“No one told me; but I saw it in Arabella's face.... Missy! Missy! To think that I have got you safe! I shall never let you go any more—never—never!”
Suddenly he swept her off her feet and bore her into the rain.
“Where are you going to take me? Not into the house?”
She could scarcely speak; she was quite past struggling. Without answering, he bore her on.
CHAPTER XX.—THE LAST ENCOUNTER.
It was in the old parlour, an hour later.
Here the change from summer to winter struck the eye more forcibly than it ever can out-of-doors in a country where no leaves fall. The gauze screen which had fitted in front of the fire-place was put away, and a log fire burnt excellently on the whitened hearth; the room was further lighted by the kerosene lamp that stood as of old upon the table; the gun-room door was shut; and a pair of old green curtains, of a different shade from that of the tablecloth, which looked less green and more faded than ever, were drawn across the window.
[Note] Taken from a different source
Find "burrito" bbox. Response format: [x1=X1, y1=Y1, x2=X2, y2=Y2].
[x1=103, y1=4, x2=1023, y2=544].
Mr. Teesdale sat in his accustomed corner, with his chair pushed back and pointing neither towards the table nor the fire, but between the two. On his knee was a bare-legged child, perhaps fourteen months old. Arabella, when she was in the room, took a chair near the table, if she sat down at all, and the lamplight only blackened the inscription of sleepless nights and anxious days that was cut deep upon her pallid face. John William sat at that end of the sofa which he had invariably affected, watching Missy; they all did this, even to Mr. Tees-dale, who was also occupied with the child upon his knee; but all save the child, who sometimes crowed and was checked, sat more like waxworks in a show than living, suffering beings.